Michael Palmisano

By Paul Wood

Photo By Rick Danzl/The News-Gazette

CHAMPAIGN — In a Philippine Islands jungle in World War II, Japanese snipers picked off American soldiers from the trees.

Michael Palmisano remembers a buddy raking the trees with a machine gun, and seeing the dead enemy snipers hanging from their perches.

“They were tied to those trees,” he says.

Palmisano, 94, earned the Bronze Star for one three-week stretch where his unit protected engineers as they repaired bridges behind the enemy lines, all the while under small arms fire from snipers and other Japanese soldiers they couldn’t see in the foliage.

Besides that prestigious medal, Palmisano has been remembered for his service, including an Honor Flight to Washington in 2011.

But he never got one medal he deserved, the Purple Heart.

Palmisano was wounded in the leg by a machine gun on another island in the Philippines.

“But they put a tourniquet on it pretty fast, and they sent me right back to the front,” he recalls.

Because the wound wasn’t treated in a hospital or otherwise entered into the records, the Purple Heart never came.

But the staff sergeant was pleasantly surprised to find a Bronze Star waiting for him when he returned from the war.

Born in Champaign, Palmisano entered the Army in the summer of 1944 and took basic training in Texas.

He took a troop ship from San Francisco to the Philippines and joined the 21st Infantry, nicknamed Gimlet. Many Hawaiians were in his unit, which was sent to Leyte and fought there through most of November 1944.

From there, the 21st moved on to another island in the Philippines, Mindoro, and then on to Mindanao.

It was rough duty. Soldiers lost their shovels and used their helmets to dig foxholes; helmets also served temporary duty as kitchen utensils and for shaving.

They were careful to have grenades at the ready at the sides of their foxholes.

“If you heard some noise out there, you tossed a grenade,” Palmisano says.

That meant being extra careful your own buddies didn’t shoot you.

“You didn’t get out of that foxhole even to go to the bathroom at night,” he says.

With the bridges repaired, U.S. tanks could cross. Palmisano said the only way to dislodge dug-in Japanese troops sometimes was a tank’s flamethrower firing into a pillbox.

While still in the Philippines, Palmisano and his men heard that the war with Japan had ended.

“We weren’t sure whether we could believe it,” he says. “Finally, all of us were hugging each other.”

Palmisano’s time in the Pacific did not come to an end then. He spent six months in Japan, often staying in former enemy barracks.

He didn’t see many Japanese.

“We were driving around and the Japanese would stay inside,” he says.

One of his unit’s tasks was to take Koreans, who had been put under Japanese control during the war, to the north of Japan to be ferried home.

Palmisano got home in May 1946, spent some quality time with wife Catherine and daughter Rosalie Shahan, and worked for a while at Chanute Air Force Base in Rantoul, now closed.

His father-in-law, Dominic Buttitta, was a bricklayer, and thought the veteran might be good at the job.

He was, and did it for 50 years.

“I finally quit the union, but I did the last of the work when I was 90,” says Palmisano, who built his own house and the one next to it.

His most amazing job was the steeple at Wesley United Methodist Church in Urbana, at the time the tallest structure in town.

“A helicopter had to drop part of that in, and I sealed it,” he recalls.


What you will do:
Below are some entries. Count how many of their lines include "Bladder", then give that number only.

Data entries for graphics
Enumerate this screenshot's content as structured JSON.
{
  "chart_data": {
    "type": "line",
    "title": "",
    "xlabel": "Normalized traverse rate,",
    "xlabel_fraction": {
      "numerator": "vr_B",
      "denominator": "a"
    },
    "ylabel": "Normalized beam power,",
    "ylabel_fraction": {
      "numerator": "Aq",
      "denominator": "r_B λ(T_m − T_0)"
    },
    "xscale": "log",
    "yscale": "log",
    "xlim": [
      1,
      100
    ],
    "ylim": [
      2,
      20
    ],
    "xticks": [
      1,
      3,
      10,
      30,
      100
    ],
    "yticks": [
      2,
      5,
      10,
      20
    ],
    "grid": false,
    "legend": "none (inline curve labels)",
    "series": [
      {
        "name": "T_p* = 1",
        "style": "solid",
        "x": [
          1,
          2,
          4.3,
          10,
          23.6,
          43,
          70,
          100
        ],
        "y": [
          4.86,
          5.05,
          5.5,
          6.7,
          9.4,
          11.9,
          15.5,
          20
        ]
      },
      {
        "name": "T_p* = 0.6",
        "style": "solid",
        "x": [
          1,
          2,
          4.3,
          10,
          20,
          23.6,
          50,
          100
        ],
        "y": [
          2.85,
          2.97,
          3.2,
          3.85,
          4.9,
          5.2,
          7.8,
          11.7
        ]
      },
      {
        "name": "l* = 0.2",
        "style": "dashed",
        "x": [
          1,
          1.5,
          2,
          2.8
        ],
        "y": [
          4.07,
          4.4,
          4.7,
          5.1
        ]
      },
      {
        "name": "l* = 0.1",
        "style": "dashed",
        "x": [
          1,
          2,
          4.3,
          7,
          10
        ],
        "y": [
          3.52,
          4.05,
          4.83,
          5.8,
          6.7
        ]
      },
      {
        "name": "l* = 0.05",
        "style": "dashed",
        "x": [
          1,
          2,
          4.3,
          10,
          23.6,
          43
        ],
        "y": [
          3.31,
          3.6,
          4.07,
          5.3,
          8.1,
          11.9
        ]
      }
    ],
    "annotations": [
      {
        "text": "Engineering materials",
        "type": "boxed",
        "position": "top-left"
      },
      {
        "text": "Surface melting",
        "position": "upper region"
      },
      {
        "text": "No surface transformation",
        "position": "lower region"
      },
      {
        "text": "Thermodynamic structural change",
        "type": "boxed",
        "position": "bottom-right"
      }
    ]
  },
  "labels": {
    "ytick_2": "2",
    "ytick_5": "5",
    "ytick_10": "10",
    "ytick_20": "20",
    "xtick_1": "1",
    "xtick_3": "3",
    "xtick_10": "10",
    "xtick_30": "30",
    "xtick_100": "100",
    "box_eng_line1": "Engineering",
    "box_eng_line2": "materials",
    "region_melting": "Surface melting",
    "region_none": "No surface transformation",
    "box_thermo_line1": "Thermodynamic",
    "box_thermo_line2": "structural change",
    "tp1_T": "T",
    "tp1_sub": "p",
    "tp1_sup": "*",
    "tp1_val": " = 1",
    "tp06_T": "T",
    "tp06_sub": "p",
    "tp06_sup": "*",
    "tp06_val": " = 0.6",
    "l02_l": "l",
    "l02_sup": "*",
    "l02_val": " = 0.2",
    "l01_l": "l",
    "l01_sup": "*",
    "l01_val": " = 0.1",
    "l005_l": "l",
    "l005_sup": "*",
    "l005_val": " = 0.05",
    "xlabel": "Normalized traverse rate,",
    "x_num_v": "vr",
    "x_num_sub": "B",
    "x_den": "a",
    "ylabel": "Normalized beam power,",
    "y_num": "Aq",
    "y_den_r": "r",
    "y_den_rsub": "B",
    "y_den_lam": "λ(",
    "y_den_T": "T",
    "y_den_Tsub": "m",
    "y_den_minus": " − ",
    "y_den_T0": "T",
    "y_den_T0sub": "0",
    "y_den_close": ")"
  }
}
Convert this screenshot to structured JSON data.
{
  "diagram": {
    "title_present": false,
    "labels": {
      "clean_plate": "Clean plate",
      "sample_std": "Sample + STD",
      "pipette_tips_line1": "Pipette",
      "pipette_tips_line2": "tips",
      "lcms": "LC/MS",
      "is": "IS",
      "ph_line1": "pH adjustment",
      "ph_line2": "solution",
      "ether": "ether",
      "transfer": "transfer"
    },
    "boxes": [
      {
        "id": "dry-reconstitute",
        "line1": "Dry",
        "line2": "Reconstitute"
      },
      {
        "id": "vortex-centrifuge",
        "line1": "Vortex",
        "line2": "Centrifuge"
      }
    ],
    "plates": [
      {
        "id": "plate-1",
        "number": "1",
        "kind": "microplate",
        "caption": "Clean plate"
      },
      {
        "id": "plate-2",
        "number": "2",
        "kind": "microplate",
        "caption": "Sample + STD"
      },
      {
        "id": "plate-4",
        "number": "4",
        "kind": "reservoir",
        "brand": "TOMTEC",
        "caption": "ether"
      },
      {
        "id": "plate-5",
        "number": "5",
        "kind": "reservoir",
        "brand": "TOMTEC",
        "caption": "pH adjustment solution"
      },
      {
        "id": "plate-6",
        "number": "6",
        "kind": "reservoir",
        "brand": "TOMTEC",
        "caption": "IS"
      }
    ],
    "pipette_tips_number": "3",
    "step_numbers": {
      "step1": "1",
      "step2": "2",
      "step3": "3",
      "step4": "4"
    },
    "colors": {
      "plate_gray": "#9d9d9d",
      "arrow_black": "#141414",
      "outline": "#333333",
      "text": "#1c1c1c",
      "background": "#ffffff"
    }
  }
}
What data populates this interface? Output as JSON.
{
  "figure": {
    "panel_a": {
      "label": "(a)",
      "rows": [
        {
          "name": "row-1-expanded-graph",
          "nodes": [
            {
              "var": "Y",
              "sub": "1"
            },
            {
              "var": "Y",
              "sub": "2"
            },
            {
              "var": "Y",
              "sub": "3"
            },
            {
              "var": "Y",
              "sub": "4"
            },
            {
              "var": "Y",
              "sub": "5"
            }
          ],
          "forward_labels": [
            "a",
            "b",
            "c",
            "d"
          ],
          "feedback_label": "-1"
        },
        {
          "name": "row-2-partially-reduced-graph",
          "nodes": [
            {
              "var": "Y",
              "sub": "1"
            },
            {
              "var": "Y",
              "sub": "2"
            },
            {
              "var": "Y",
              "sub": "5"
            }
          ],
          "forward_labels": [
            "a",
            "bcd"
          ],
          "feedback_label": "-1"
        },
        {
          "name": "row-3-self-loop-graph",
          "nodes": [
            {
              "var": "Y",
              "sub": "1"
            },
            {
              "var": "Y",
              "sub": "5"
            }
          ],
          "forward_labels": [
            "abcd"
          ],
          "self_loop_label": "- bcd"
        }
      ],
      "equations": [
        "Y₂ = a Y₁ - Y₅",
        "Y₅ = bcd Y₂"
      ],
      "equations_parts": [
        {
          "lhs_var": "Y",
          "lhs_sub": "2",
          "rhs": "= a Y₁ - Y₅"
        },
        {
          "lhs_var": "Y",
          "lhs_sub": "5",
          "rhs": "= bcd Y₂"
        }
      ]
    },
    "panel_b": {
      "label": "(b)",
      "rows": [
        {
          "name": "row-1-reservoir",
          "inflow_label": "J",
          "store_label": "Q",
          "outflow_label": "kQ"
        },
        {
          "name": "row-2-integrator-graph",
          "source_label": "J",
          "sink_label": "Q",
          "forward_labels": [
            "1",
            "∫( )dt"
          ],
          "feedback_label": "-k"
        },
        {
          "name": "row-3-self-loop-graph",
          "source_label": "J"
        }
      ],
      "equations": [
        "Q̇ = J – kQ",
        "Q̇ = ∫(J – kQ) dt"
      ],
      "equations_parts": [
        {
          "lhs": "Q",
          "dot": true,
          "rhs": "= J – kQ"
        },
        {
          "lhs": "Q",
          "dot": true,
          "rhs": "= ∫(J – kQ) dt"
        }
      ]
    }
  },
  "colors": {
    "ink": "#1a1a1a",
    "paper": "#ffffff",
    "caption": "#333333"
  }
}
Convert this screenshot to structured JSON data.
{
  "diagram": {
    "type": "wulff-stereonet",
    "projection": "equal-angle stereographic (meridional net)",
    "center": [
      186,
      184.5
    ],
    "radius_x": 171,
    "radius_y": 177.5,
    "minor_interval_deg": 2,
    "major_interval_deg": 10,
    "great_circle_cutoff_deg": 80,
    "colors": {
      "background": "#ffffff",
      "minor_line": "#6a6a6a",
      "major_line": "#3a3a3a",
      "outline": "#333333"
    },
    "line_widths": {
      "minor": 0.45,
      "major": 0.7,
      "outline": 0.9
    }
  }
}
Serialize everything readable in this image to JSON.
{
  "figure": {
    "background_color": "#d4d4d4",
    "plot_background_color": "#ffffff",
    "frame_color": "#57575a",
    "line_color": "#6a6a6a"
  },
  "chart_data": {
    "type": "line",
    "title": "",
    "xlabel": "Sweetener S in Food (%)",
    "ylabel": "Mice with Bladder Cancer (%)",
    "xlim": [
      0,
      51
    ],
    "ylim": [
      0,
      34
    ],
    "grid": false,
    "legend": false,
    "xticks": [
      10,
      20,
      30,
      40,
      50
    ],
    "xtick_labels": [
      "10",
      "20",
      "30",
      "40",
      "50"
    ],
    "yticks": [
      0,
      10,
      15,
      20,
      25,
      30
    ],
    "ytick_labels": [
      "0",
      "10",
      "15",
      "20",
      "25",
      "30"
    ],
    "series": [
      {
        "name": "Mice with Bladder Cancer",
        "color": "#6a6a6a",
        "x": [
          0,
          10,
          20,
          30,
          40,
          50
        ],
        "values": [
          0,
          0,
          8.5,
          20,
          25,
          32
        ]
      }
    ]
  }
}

Response to the task:
2